Stay humble. You put months of TLC into building and launching a product. And then what? Most companies are so focused on the big, sexy launch, they think things will just keep going up and to the right without iterating. Don’t be afraid to hear tough feedback from users on what you can improve. Stay humble with consistent user feedback calls and surveys and by sitting close to the data to quickly iterate to create the best experience you can.

What advice do you have for other women who hope to start their own businesses?

Have complete clarity and conviction on why you are the best person to build this company (be it your background, your ‘aha’ moment or your experience) and why you are solving a specific problem in a totally different way than competitive companies out there.
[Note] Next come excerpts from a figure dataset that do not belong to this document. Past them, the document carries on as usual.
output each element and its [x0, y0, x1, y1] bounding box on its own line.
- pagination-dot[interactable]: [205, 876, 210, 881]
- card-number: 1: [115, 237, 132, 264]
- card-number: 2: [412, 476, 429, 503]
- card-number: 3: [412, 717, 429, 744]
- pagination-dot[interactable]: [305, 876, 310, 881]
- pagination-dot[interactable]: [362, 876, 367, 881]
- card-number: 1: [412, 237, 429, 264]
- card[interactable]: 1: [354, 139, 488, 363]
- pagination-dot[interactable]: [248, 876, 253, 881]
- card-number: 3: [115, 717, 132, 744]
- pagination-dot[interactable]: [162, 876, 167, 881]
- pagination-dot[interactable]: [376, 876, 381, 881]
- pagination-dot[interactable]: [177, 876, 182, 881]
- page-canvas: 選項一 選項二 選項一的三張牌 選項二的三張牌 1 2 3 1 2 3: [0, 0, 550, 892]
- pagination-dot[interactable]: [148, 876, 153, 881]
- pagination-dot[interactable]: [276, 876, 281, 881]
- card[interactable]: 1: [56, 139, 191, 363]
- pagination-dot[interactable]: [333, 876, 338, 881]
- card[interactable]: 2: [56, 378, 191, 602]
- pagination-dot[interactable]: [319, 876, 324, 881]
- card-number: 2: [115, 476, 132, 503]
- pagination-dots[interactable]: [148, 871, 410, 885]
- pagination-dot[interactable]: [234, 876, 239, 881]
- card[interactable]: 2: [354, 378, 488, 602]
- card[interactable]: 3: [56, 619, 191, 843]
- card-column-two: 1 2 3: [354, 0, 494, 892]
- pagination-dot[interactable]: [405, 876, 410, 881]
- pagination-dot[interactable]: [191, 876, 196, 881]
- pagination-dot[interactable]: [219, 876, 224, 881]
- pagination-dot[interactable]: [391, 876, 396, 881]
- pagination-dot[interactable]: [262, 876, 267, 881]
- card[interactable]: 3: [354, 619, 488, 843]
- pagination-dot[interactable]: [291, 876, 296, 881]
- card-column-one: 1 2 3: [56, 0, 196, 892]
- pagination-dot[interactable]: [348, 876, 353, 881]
You have raised more than $8M in funding. What advice do you have for other founders raising funding? 

Find your people.

There can be pressure to ‘just take the check’ because the venture capital space is so competitive, but you deserve to have investors that have a real passion for what you’re building.

Our lead investor on the series A, Daniel Gulati at Comcast Ventures, was one of our very first meetings for our pre-seed and one of our first checks two years ago. Even when we were just a few thousand users, he got it. He saw the vision and believed in us as founders to execute on that vision. You owe it to your company to be selective about who owns a part of it. You deserve to find your own ‘Gulati.’
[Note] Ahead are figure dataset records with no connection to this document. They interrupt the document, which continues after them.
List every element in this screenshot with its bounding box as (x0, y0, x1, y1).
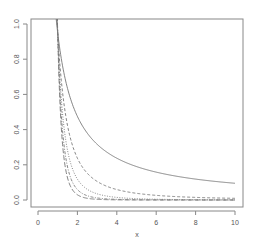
x-tick-label: 10 (231, 219, 239, 226)
x-tick-label: 0 (36, 219, 40, 226)
y-tick-label: 0.4 (13, 125, 20, 135)
line-curve-3 (47, 0, 235, 200)
x-axis-label: x (135, 231, 139, 238)
line-curve-1 (47, 0, 235, 183)
y-axis: 0.00.20.40.60.81.0 (13, 19, 27, 205)
line-curve-4 (47, 0, 235, 200)
y-tick-label: 0.6 (13, 89, 20, 99)
y-tick-label: 1.0 (13, 19, 20, 29)
plot-area (31, 19, 243, 207)
x-tick-label: 4 (115, 219, 119, 226)
x-tick-label: 8 (194, 219, 198, 226)
x-tick-label: 2 (75, 219, 79, 226)
y-tick-label: 0.2 (13, 160, 20, 170)
line-curve-5 (47, 0, 235, 200)
chart: 0246810 0.00.20.40.60.81.0 x (0, 0, 257, 248)
x-axis: 0246810 (36, 211, 239, 226)
line-curve-2 (47, 0, 235, 198)
curves (47, 0, 235, 200)
x-tick-label: 6 (154, 219, 158, 226)
y-tick-label: 0.8 (13, 54, 20, 64)
y-tick-label: 0.0 (13, 195, 20, 205)
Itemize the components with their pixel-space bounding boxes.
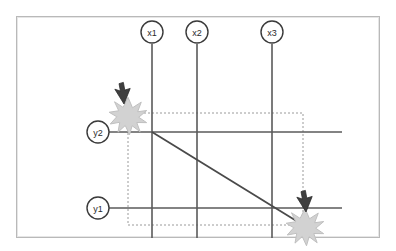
node-y2-label: y2 (93, 128, 103, 138)
node-x2-label: x2 (192, 28, 202, 38)
node-x3-label: x3 (267, 28, 277, 38)
node-x3[interactable]: x3 (261, 21, 283, 43)
diagram-frame (17, 17, 380, 238)
node-y1-label: y1 (93, 204, 103, 214)
diagram-svg: x1 x2 x3 y2 y1 (0, 0, 396, 251)
node-x1[interactable]: x1 (141, 21, 163, 43)
node-x2[interactable]: x2 (186, 21, 208, 43)
diagram-canvas: x1 x2 x3 y2 y1 (0, 0, 396, 251)
node-y2[interactable]: y2 (87, 121, 109, 143)
node-x1-label: x1 (147, 28, 157, 38)
node-y1[interactable]: y1 (87, 197, 109, 219)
What are three characteristics you look for when you’re hiring a new team member?

Passion for the mission over the fancy background. We need people who are obsessed with our mission: to make wellbeing accessible for all.

First principal thinkers. People who are open to throwing process out the window to come up with ideas on their own based on what they think is best for Shine—versus following a process just because ‘that’s how it’s always been done.’

Good humans. It doesn’t matter how smart you are if you’re not kind and people don’t want to work with you. We look for kind, smart people that elevate others.

What’s the biggest lesson you learned at work and how did you learn it?

Just start.

From ‘just starting’ on a side project you’re passionate about—which was the start of Shine—to ‘just starting’ on that big, creative idea you know will elevate your company, that’s how you get from zero to one.

What is one thing that you wish you had known when you were starting out your career?

When you’re earlier on in your career, it can feel hard to trust your gut.

But we’ve learned time and again that one of our biggest assets as the leaders of Shine is our intuition. You shouldn’t wait for some arbitrary milestone in your career or stage of a company to listen to that intuition.

 What is the best advice you’ve ever received?

Know your power.

What is your business advice for other young professional women?What makes you ‘weird’ is ultimately your biggest strength.

Whether it’s coming from a different background than others in your industry, being empathetic in a sea of top-down leaders or being frustrated by a lack of representation of people like you in a certain market, how you’re using that experience to solve a problem that hasn’t been solved before is your secret weapon. Own it.